Important stories come to light because insiders provide reporters with documents their bosses would rather keep under wraps because the records reveal abuses or mistakes.

These whistle-blowers often prefer to stay anonymous, for any of a number of legitimate reasons. If they have reason to believe prosecutors can easily uncover their identities, they’ll shut up. Democracy and the whole idea of keeping government accountable lose.

Think that’s far-fetched? Earlier this year, the FBI secretly seized two months of Associated Press phone records from 20 separate lines in an overly broad dragnet. When this became public, the AP found it difficult to get sensitive sources on the phone. Why take the risk?

That’s a high-profile example. Researchers have documents from scores of cases across the country where lazy prosecutors and private attorneys treated journalists as their personal private detectives.

The shield law would put a stop to these abuses and reopen pipelines of vital information.

It is balanced. There are exceptions for cases of national security and public danger. Prosecutors could still compel a reporter to reveal a source if certain criteria were met, all other avenues had been exhausted and a judge approved. News organizations, such as the AP, would have to be notified before any electronic records were seized, giving them a chance to challenge the action in court.

Some critics question why journalists should be singled out for protection, and one of the stickiest debates about the bill involves how to define a journalist. The answer to the first question is easy: Whistle-blowers turn to reporters, not dentists or construction workers. Journalists are the ones targeted by prosecutors and lawyers; they need the protection.

Defining a journalist is trickier, especially in this age of blogs and tweets and easy self-publication. It becomes easier if you consider who is most likely to need a shield: those whom a whistle-blower trusts to responsibly analyze and disseminate information to a wide audience.
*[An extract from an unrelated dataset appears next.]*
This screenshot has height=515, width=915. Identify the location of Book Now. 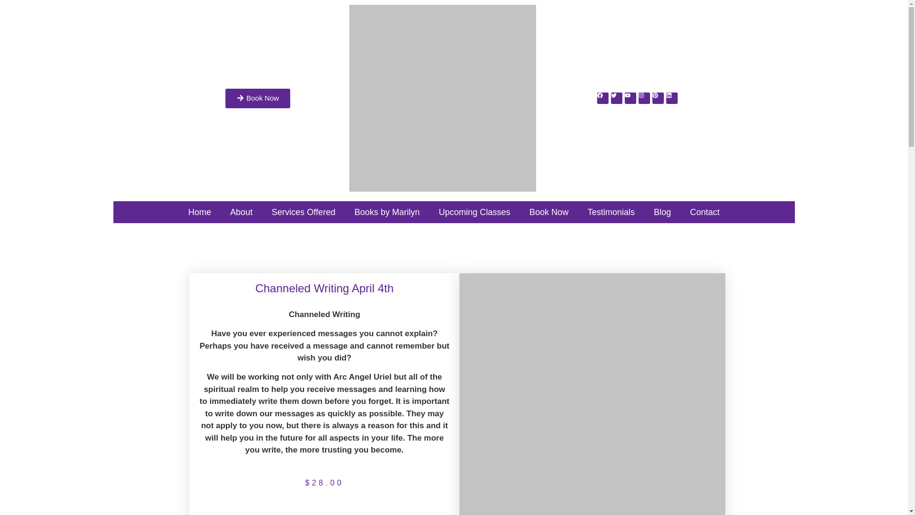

The Judiciary Committee is the key to getting a shield law passed. The House has repeatedly passed more expansive versions than the current act. Flake voted for one of those when he represented the East Valley. It should be easy for him to cast a “yes” vote today. We encourage him to do so.

On the House side, only Rep. Trent Franks has signed on as a co-sponsor. The rest of the delegation should join him. As Franks has noted, you don’t have to like reporters to support the Free Flow of Information Act. You only need to believe an informed populace is key to keeping democracy vital and government accountable.